Progressive Sergio Massa and ultra-liberal Javier Miley will face each other in a runoff, in the dispute over Casa Rosada. Progressive Al-Biruni Sergio Massa He leads the presidential vote with 36.1%, followed by extreme liberals Javier Miley By 30.3%. Conservative Patricia Bullrich (Jxc) trails by more than 23%.
Argentina will then return to voting on November 19. More than 35 million citizens were called to the polls on Sunday (mandatory voting) to choose the next president from among five candidates in the elections. No one could win the first round. The performance of Massa, the candidate of the Union for the Fatherland coalition, was better than expected, while Mili, the candidate of the Advanced Freedom Party, did not achieve the expected success.
Even if it doesn’t break through, anarcho-capitalist Miley, who upended Argentina’s political map by waving chainsaws at marches against the “parasitic class,” He was the undisputed hero of Election Day, Argentina’s star in search of a miracle or the antithesis of 21st-century Evita. “We can create the best government in history,” affirmed the La Libertad Avanza candidate, who is accompanied to the polling station by his sister Karina (“the president,” he says). Hundreds of people were waiting for him on Sunday morning at the Technological University of Buenos Aires, where he received a rock star welcome. With throws of red roses, hands reaching out to touch him, Hysterical tears and a police cordon to curb the public’s enthusiasm. Who sang: “Se siente, se siente, Milei Presidente.”
They will have to wait, Peronism is not ready to give up. Sergio Massa, the son of Italian immigrants, got a better result than previous expectations, especially in the main province of Buenos Aires, where Peronist governor Axel Kicilloff was also re-elected. “Whoever governs will have the enormous task of solving many problems,” warned the UFP candidate at the time of the vote, who knows the issue well as the current economy minister: inflation is 138%, the middle class is free. 4 out of every 10 Argentines fall below the poverty line. His journey was full of thorns, not roses. He had to distance himself from President Alberto Fernández, who is leaving with an approval rating of less than 15%; By Representative Cristina Kirchner, convicted of corruption, And with an economic crisis that he was unable to tame. Whatever happens, he reassured himself, awaiting the results: “On Monday, Argentina will still be there.” The “hawkish candidate” Patricia Bullrich, a member of the right-wing coalition “Juntos Por el Cambio” and former Minister of Security, who until the end had hoped to return, was excluded from the electoral race.
Now the duel will become close. On paper, the Liberal is the favorite in the run-off, but on Sunday night, at the Peronist party headquarters (Fernandez and Kirchner absent), there was an air of recovery. It will be necessary to see whether the libertarian populist will in fact be able to retain protest votes, but also win the votes of the liberal right and radicals, or whether the fear of jumping into the void he represents will eventually come to an end and his radical proposals will no longer be stronger. Forty years after the end of the military dictatorship, many analysts wonder whether democracy is in danger, or more simply, whether the “anti-system” Miley will follow in the footsteps of Donald Trump and Brazil’s Jair Bolsonaro. Unlike previous presidents, Argentina’s “libertarian” populist does not have solid political power to support him, even if opinion polls predict that Libertad Avanza will rise in these elections from two deputies (Mili and his deputy) to at least 41 deputies. As a result of an impoverished and disillusioned nation, neither the Peronist left nor the traditional right, which alternated in power, could provide answers. The king of talk shows and TikTok, who despises China and denies the climate crisis, appealed to young people and frustration by calling socialists “poop” and promising to “dollarize” the economy — against the advice of the International Monetary Fund, which owes Argentina $44 billion — And “dynamite” for the central bank. Whether he will be able to govern, if elected, remains a mystery.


• _WHAT TO WORK ON_
Records follow. Select each line holding "Global".

━━━ RECORDS SUPPLIED ━━━

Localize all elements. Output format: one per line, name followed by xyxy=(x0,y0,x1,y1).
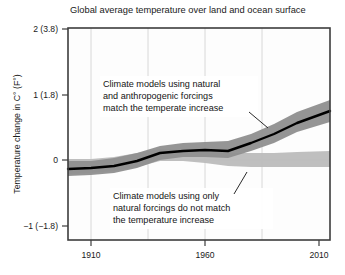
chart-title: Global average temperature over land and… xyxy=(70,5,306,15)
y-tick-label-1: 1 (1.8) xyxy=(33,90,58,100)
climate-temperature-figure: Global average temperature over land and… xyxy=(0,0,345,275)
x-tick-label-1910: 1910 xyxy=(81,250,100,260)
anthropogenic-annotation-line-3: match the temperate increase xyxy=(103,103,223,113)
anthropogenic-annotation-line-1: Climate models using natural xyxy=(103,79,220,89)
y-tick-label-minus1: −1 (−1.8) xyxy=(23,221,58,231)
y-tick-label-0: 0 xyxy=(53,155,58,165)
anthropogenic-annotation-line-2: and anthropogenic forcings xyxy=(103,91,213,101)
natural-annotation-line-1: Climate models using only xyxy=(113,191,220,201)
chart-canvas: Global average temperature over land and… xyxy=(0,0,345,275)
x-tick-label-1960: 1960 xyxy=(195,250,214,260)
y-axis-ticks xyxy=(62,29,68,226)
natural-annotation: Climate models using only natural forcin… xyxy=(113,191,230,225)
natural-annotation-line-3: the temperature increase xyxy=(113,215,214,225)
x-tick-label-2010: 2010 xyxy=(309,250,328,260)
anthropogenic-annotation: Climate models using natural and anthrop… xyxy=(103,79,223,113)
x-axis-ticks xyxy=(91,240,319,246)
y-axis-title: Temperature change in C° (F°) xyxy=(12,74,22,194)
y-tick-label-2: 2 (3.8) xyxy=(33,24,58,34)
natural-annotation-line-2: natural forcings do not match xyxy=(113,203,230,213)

━━━
━━━ RECORDS SUPPLIED ━━━

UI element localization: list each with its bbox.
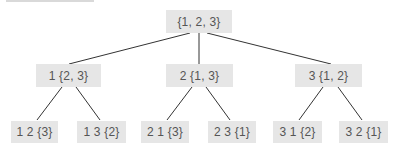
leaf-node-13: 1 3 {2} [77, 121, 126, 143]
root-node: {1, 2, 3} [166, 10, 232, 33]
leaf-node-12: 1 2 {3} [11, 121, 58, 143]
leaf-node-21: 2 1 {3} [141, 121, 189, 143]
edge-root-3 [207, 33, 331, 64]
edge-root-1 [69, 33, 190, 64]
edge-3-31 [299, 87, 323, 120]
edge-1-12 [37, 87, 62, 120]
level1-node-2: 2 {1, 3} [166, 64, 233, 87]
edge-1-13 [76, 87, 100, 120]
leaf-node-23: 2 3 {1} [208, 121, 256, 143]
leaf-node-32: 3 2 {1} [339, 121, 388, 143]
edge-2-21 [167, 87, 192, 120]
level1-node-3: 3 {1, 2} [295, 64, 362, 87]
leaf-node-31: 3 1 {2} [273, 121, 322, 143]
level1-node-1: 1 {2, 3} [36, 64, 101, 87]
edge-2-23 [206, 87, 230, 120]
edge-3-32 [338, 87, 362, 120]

━━━

• _OUTPUT OF THE EXERCISE_
chart-title: Global average temperature over land and… xyxy=(70,5,306,15)
climate-temperature-figure: Global average temperature over land and… xyxy=(0,0,345,275)
chart-canvas: Global average temperature over land and… xyxy=(0,0,345,275)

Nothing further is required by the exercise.